You have a week, maybe less. You can't out-grind the list above. StealthCoder runs invisibly during the actual LinkedIn OA. The proctor cannot see it. Screen share cannot detect it. Made by an Amazon engineer who watched the leaked-problem repo become an industry secret. He decided you should have it too.
Get StealthCoder- array68 · 48%
- hash table31 · 22%
- string29 · 21%
- depth first search25 · 18%
- breadth first search21 · 15%
- tree21 · 15%
- dynamic programming21 · 15%
- two pointers20 · 14%
- binary tree20 · 14%
- math20 · 14%
Array dominance is non-negotiable: 68 problems out of 141 means nearly half the assessment space. Hash tables, strings, and graph traversal (DFS and BFS combined) make up another significant chunk. What matters is that the top problems aren't pure data-structure exercises. Max Stack, All O'one Data Structure, and Word Ladder all require design thinking on top of the basic patterns. You'll see medium-difficulty array problems like Maximum Subarray and Max Consecutive Ones III that test dynamic programming and sliding-window concepts. The 26 hard problems are roughly 18 percent of the pool, so don't waste your week on hard-only grinding. Drill arrays and hash tables first, then lock in DFS, BFS, and two-pointer work. If you hit a design problem or complex multi-step DFS during the live assessment, StealthCoder is the safety net when you're running short on time.

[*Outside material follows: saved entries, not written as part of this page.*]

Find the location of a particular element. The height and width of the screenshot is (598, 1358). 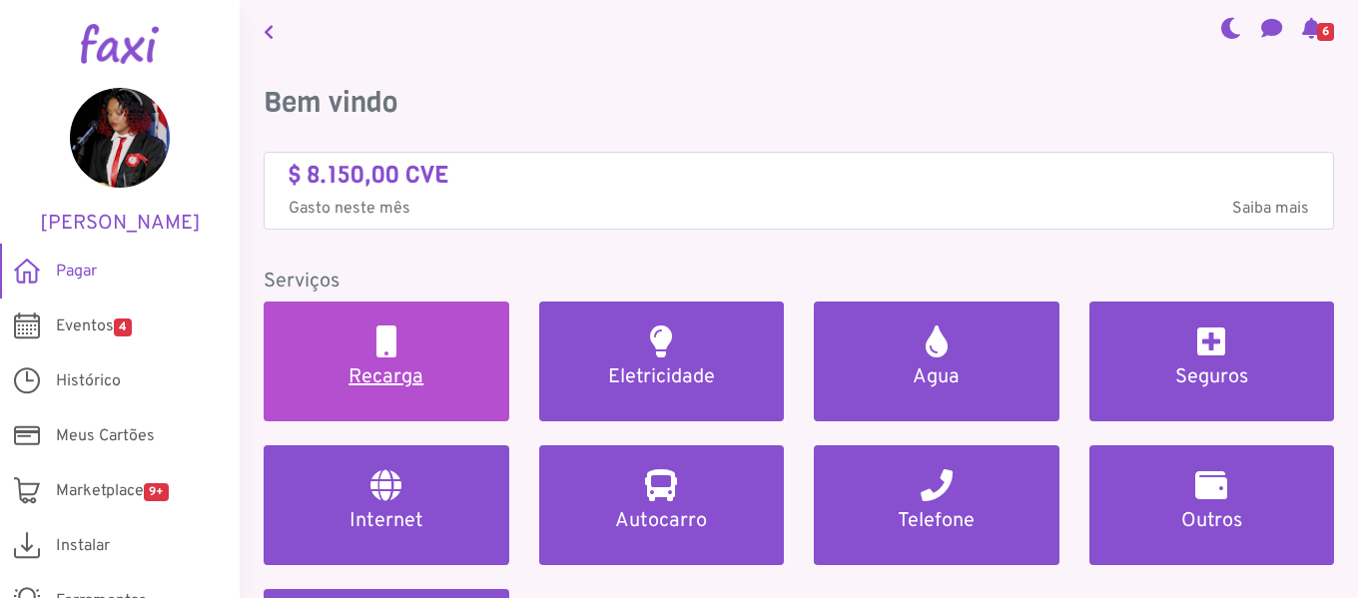

a: Autocarro is located at coordinates (662, 505).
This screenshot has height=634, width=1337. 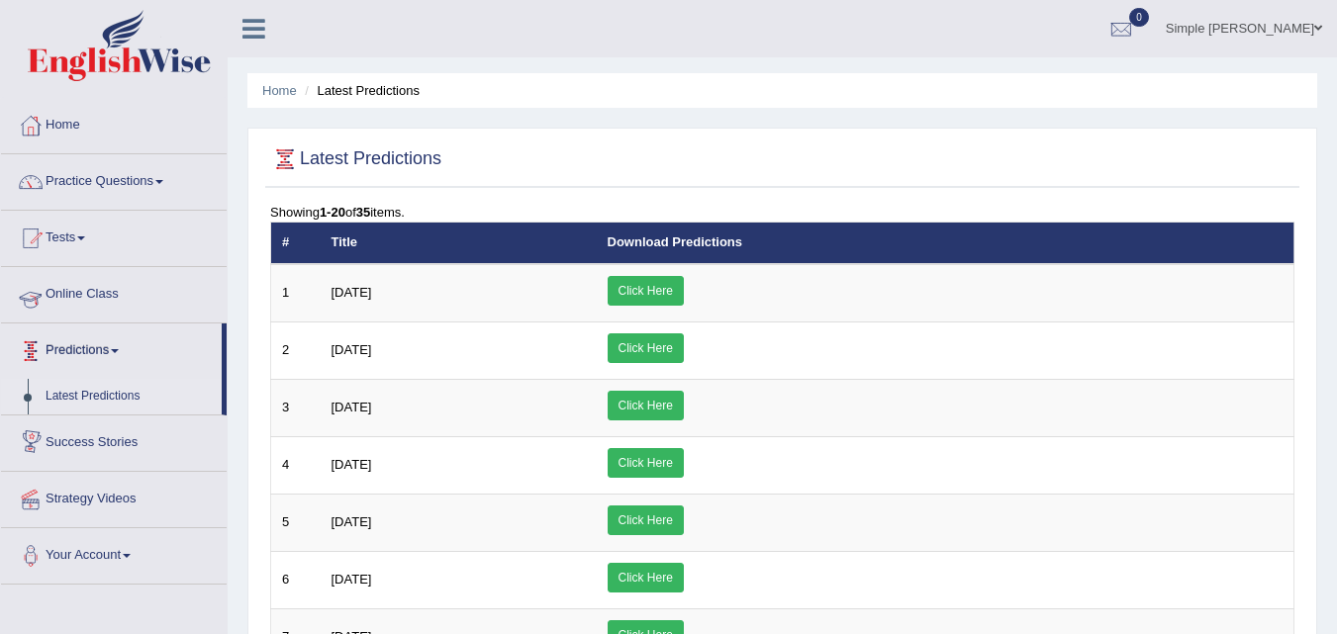 What do you see at coordinates (296, 465) in the screenshot?
I see `td: 4` at bounding box center [296, 465].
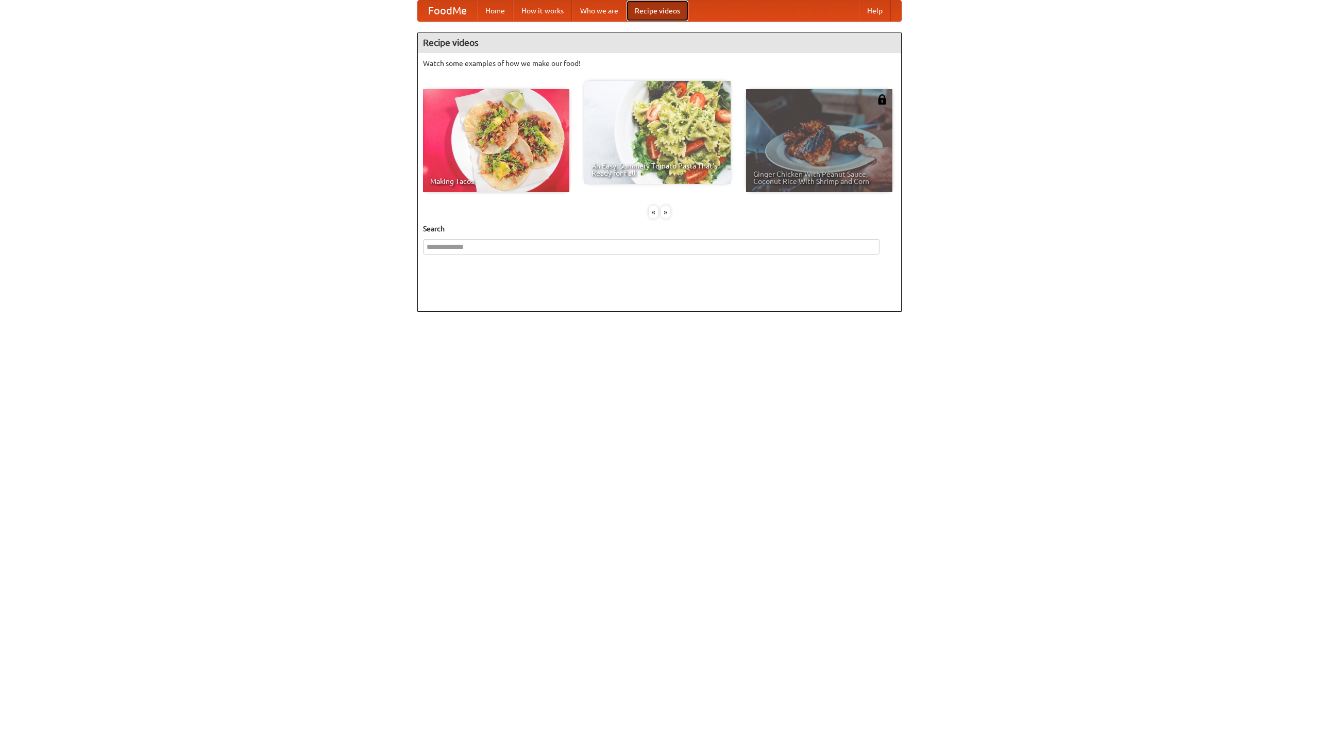 The height and width of the screenshot is (729, 1319). I want to click on span: Making Tacos, so click(496, 181).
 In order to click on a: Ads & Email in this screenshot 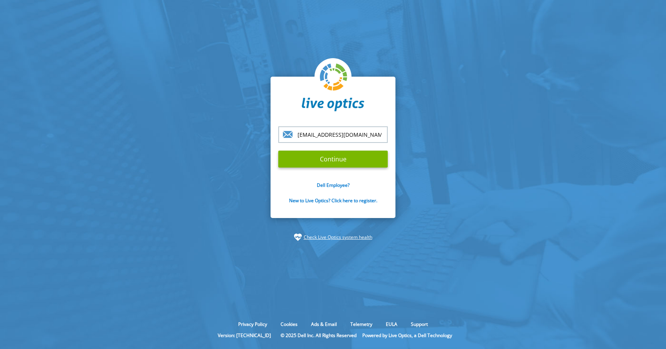, I will do `click(324, 324)`.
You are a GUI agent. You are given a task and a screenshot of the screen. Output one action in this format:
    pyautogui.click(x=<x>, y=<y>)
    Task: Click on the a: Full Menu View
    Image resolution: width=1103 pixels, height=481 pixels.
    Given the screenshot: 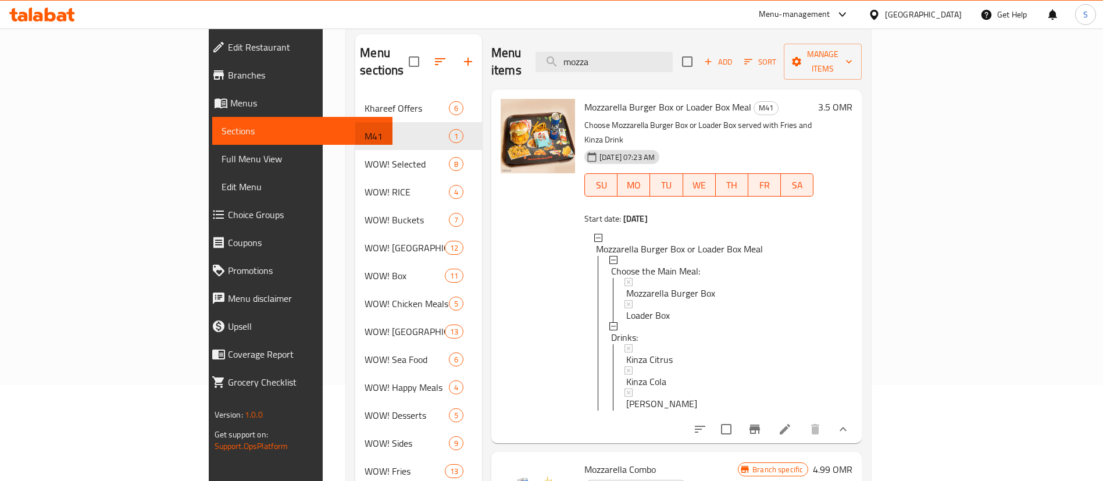 What is the action you would take?
    pyautogui.click(x=302, y=159)
    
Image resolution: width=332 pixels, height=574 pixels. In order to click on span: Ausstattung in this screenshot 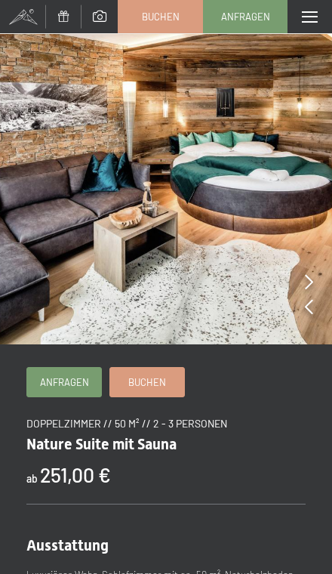, I will do `click(67, 545)`.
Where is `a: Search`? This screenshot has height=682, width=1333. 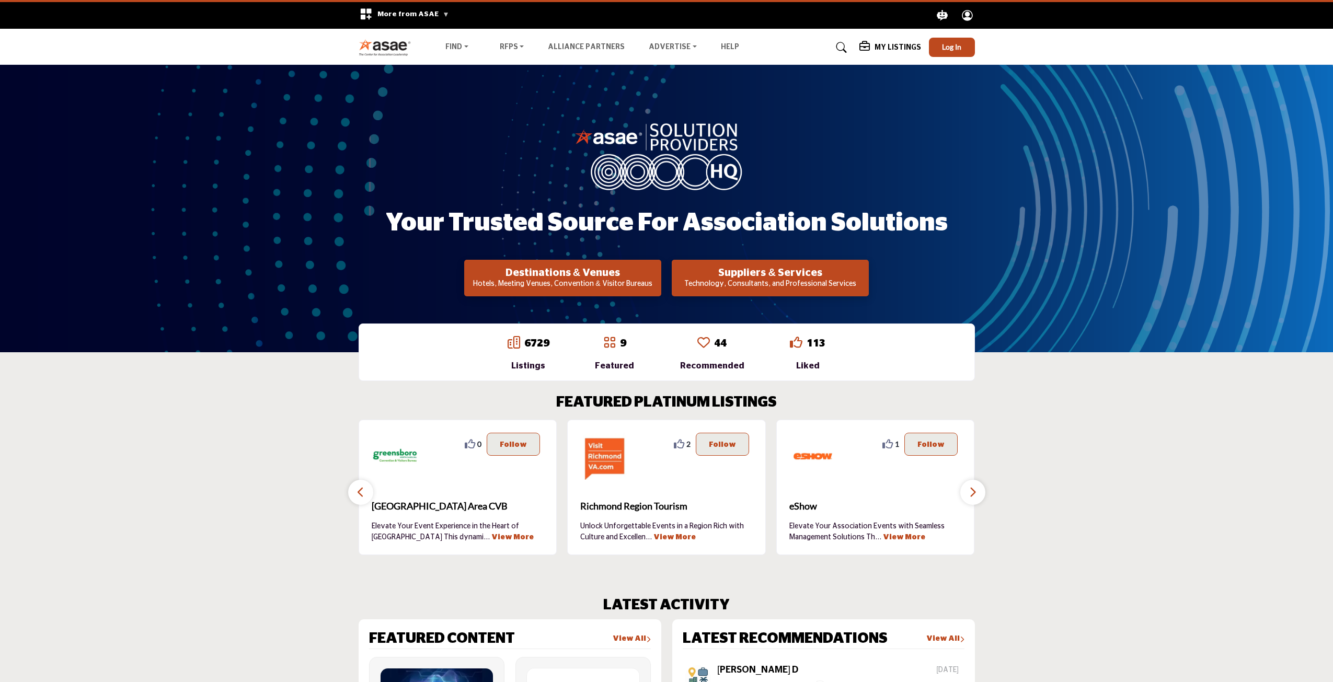 a: Search is located at coordinates (840, 48).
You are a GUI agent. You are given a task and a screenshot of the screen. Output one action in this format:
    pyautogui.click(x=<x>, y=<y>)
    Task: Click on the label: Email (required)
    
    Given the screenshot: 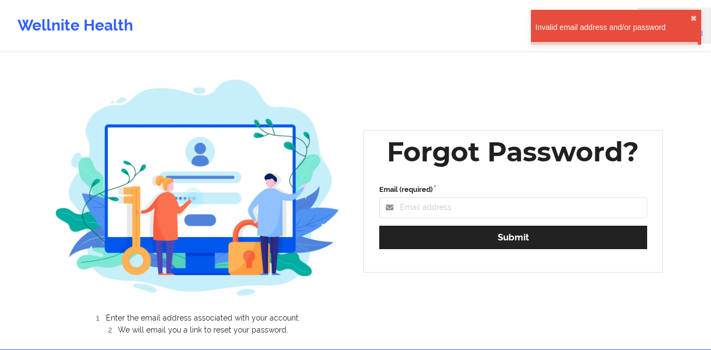 What is the action you would take?
    pyautogui.click(x=513, y=190)
    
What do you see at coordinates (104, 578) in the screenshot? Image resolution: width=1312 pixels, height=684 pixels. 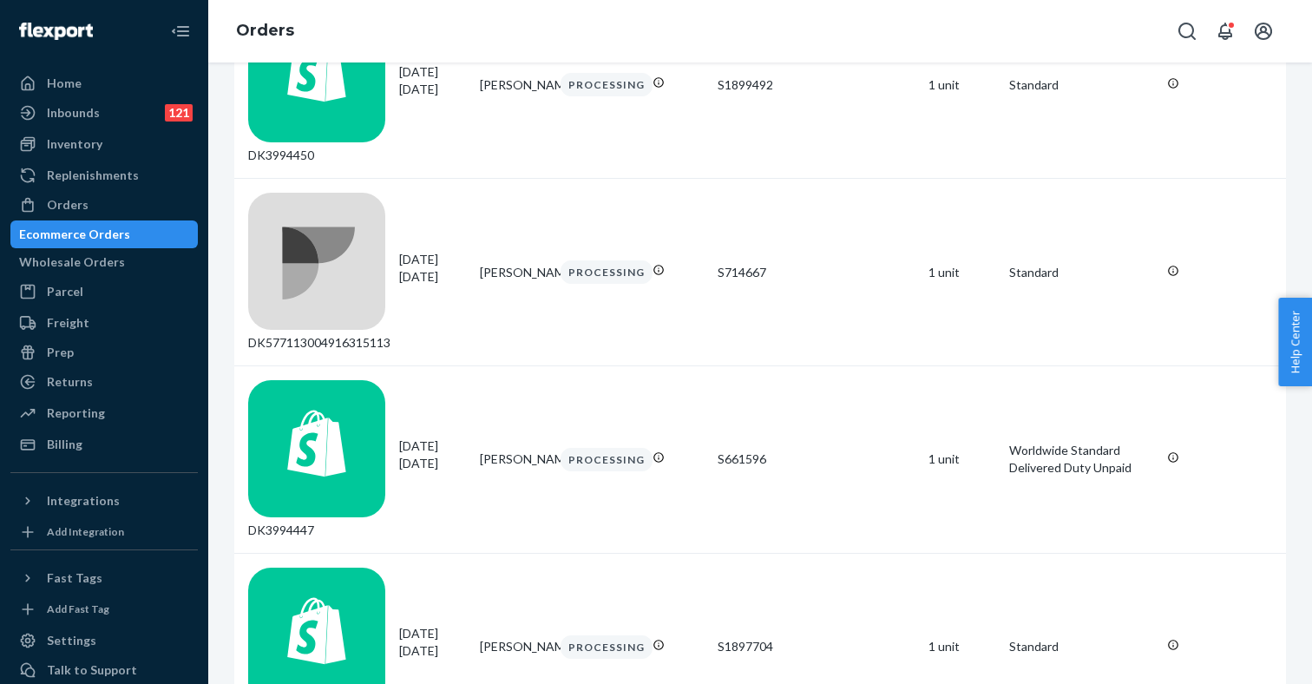 I see `button: Fast Tags` at bounding box center [104, 578].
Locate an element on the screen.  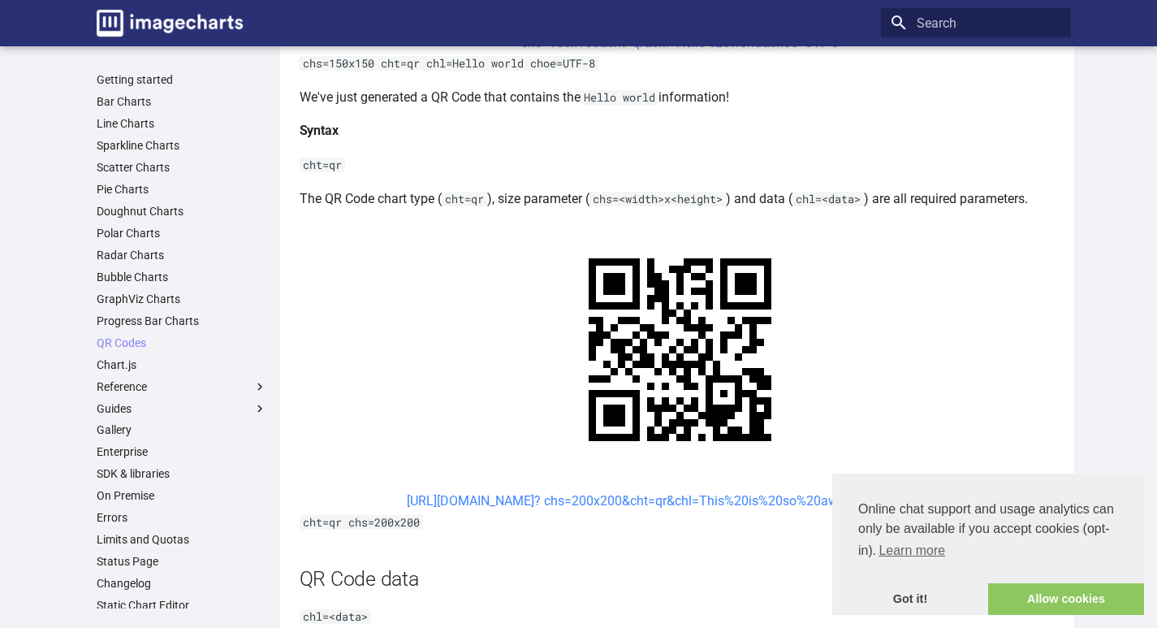
img: chart is located at coordinates (680, 349).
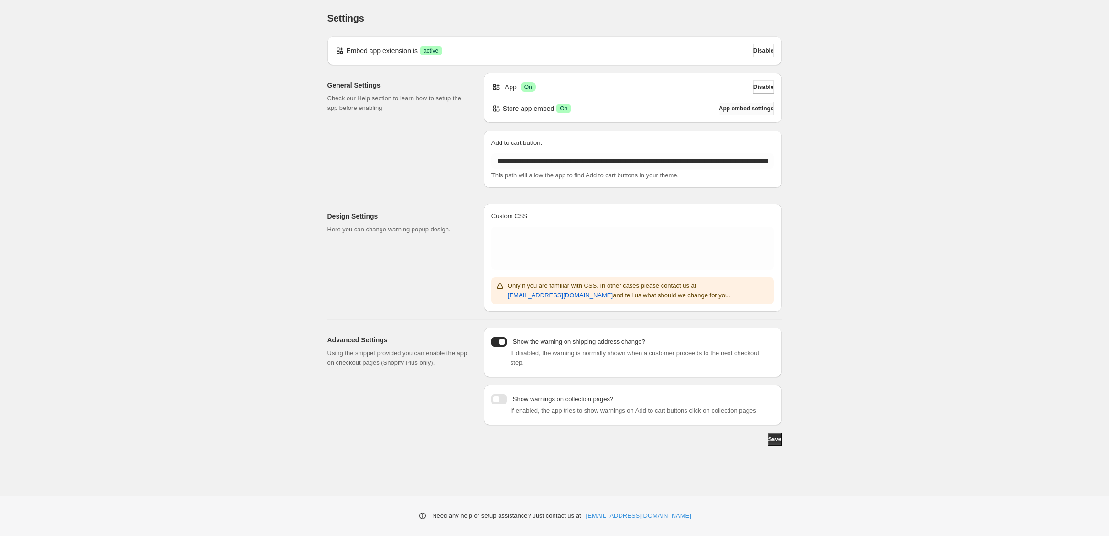  I want to click on p: Here you can change warning popup design., so click(398, 229).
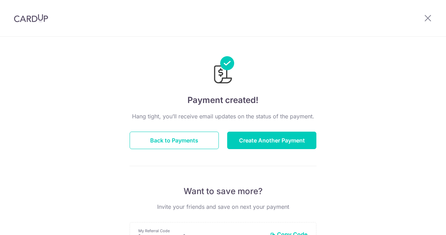 The height and width of the screenshot is (235, 446). What do you see at coordinates (223, 206) in the screenshot?
I see `p: Invite your friends and save on next your payment` at bounding box center [223, 206].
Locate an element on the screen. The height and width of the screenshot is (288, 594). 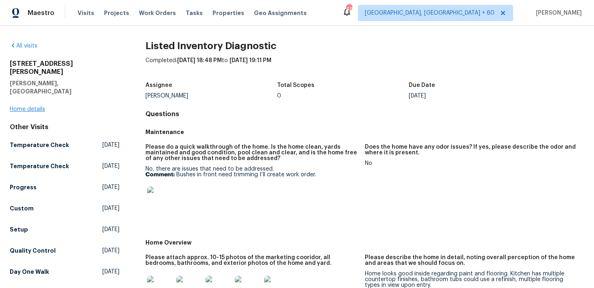
h5: Day One Walk is located at coordinates (29, 272).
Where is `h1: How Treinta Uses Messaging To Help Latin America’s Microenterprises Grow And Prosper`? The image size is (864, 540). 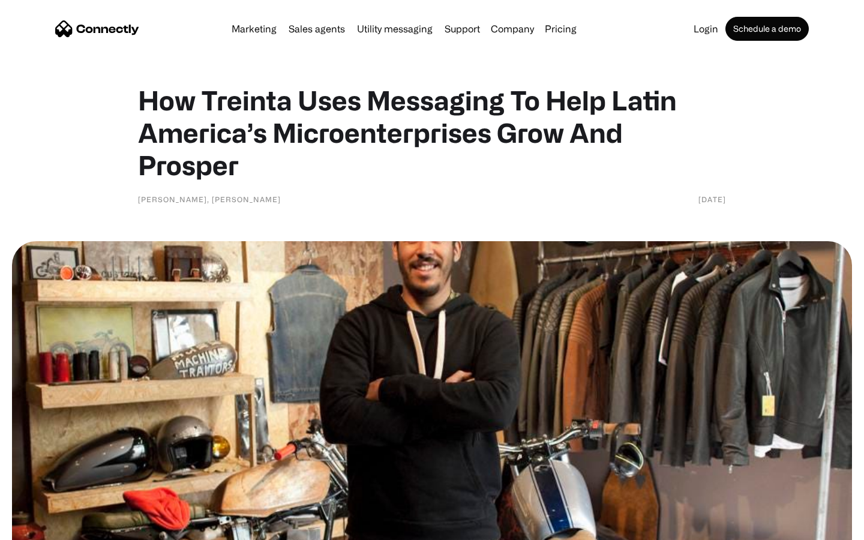
h1: How Treinta Uses Messaging To Help Latin America’s Microenterprises Grow And Prosper is located at coordinates (432, 133).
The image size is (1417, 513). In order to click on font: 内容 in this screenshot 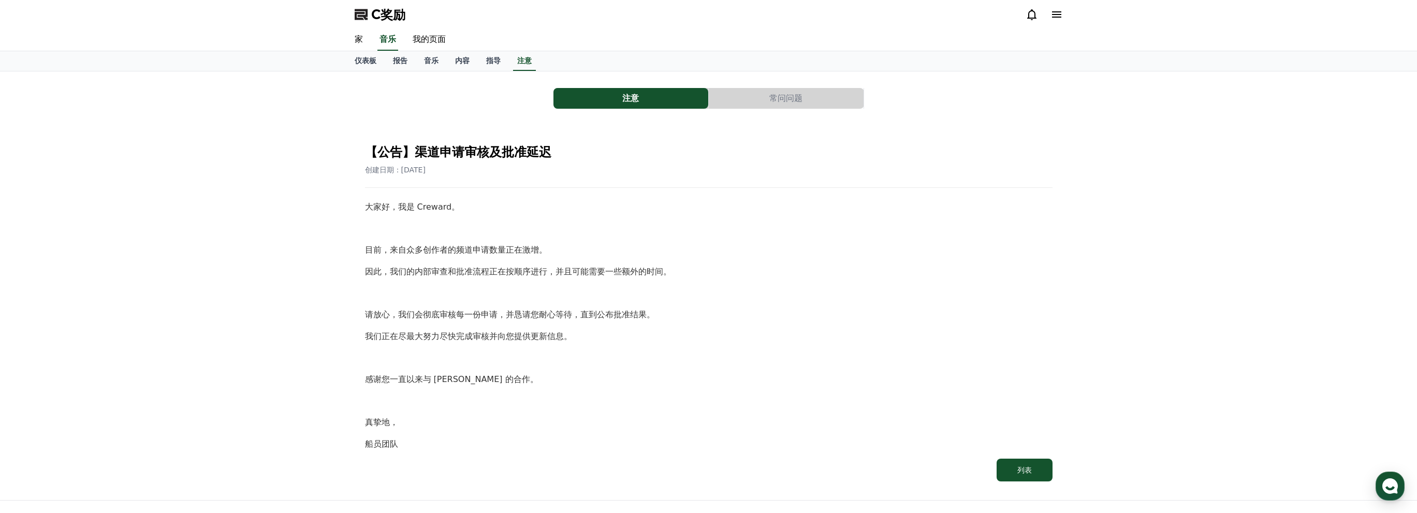, I will do `click(462, 61)`.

Companies with similar patterns
If you prepped for LinkedIn, these companies recycle ~60% of the same topics.
You've seen the list.
Now make sure you pass LinkedIn.
Memorizing every problem above in a week is a fantasy. StealthCoder is the hedge: an AI overlay that's invisible during screen share. It reads the problem on screen and surfaces a working solution in under 2 seconds. Made by an Amazon engineer who watched the leaked-problem repo become an industry secret. He decided you should have it too. Works on HackerRank, CodeSignal, CoderPad, and Karat.
LinkedIn interview FAQ
How much should I focus on array problems for LinkedIn?+
Nearly half the problem set is array-focused. Start there. But don't solve them in isolation. Look for subproblems like sliding window (Max Consecutive Ones III), dynamic programming (Maximum Subarray), and two-pointer techniques. Arrays appear in 68 of 141 problems, so mastery here pays immediately.
Are design problems common in LinkedIn assessments?+
Design appears in 18 problems. Most show up as hard (Max Stack, All O'one Data Structure). These mix data structures with algorithmic thinking. If design isn't your strong suit, understand the patterns: custom stacks, ordered maps, frequency tracking. Don't skip them.
Should I spend time on hard problems before the assessment?+
Hard problems are 18 percent of the pool. Get your medium work tight first: 90 problems live there. Once you're solid on arrays, hash tables, DFS, and BFS at medium level, then pick hard problems that combine multiple patterns, like Word Ladder or Max Stack.
What topics should I drill in order?+
Array (68), hash table (31), string (29), and graph traversal (DFS 25, BFS 21) cover 70 percent of problems. Nail these sequentially. Two-pointer (20) and binary search (16) are supporting skills. DP and design appear in harder variants of array and string problems.
Is one week enough to prepare for LinkedIn?+
One week is tight but doable if you focus. Solve 2 to 3 medium array problems daily, then hash-table and string problems on day 4 to 5. Day 6 to 7, hit one hard problem and review patterns you fumbled. The assessment is 64 percent medium, so that's where your prep ROI is highest.